Last year, I did an analysis of how online magazines were represented in the results of the Locus Poll and was looking forward to comparing this year’s results to last. The July issue is out and I jumped right to the numbers.
The first thing I see is that online magazines are well-represented in the magazine results: Subterranean (5th), Jim Baen’s Universe (8th), Strange Horizons (9th), Ansible (13th), Clarkesworld (14th), SFSite (15th), Fantasy Magazine (16th), SFRevu (21st), and IROSF (22nd). Locus counts only eight online magazines, where I see nine. My bet is they considered Subterranean a print magazine.
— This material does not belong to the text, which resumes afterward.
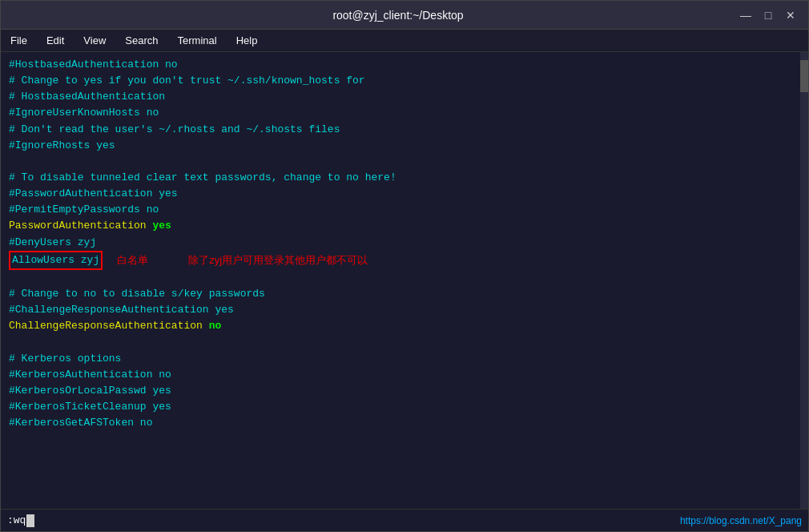 This screenshot has width=809, height=532. I want to click on menu-help: Help, so click(247, 40).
However, the next thing I see really bothers me and completely invalidates any year-to-year analysis I had planned:
“Results were tabulated using the system put together by webmaster Mark Kelly, with Locus staffers entering votes from mail-in ballots. Results were available almost as soon as the voting closed, much sooner than back in the days of hand-counting. Non-subscribers outnumbered subscribers by so much that, in an attempt to better reflect the Locus magazine readership, we decided to change the counting system, so now subscriber votes count double. (Non-subscribers still managed to out-vote subscribers in most cases where there was disagreement.)”
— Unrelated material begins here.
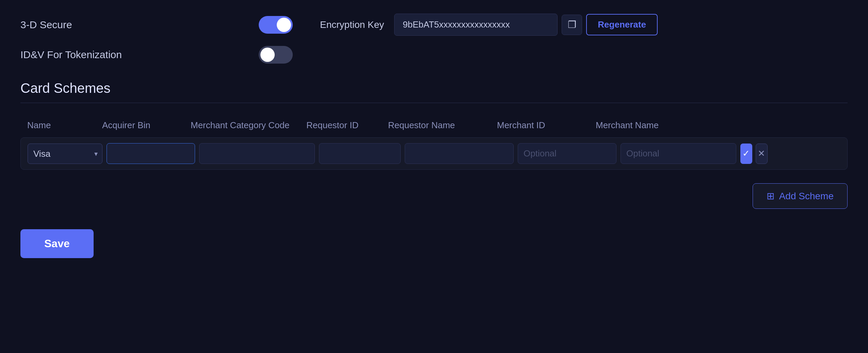 The image size is (868, 353). What do you see at coordinates (276, 55) in the screenshot?
I see `idv-tokenization-toggle` at bounding box center [276, 55].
They changed the vote counting system after the polls closed. If they were so concerned about the results reflecting reader opinion, why allow non-subscribers the chance to vote in the first place? Doing something like this makes it seem like they were unhappy with the results and put a fix in. Given their long-standing reputation, I’m sure that wasn’t their plan, but what were they thinking?
I think this action significantly hurts the credibility of the poll and the Locus Awards. By their own admission, changing how they counted the votes took the Best First Novel Award away from Patrick Rothfuss and handed it to Joe Hill. That’s just a horrible way to lose and a horrible way to win.
I’d love to get my hands on the raw data and see how things really shook out.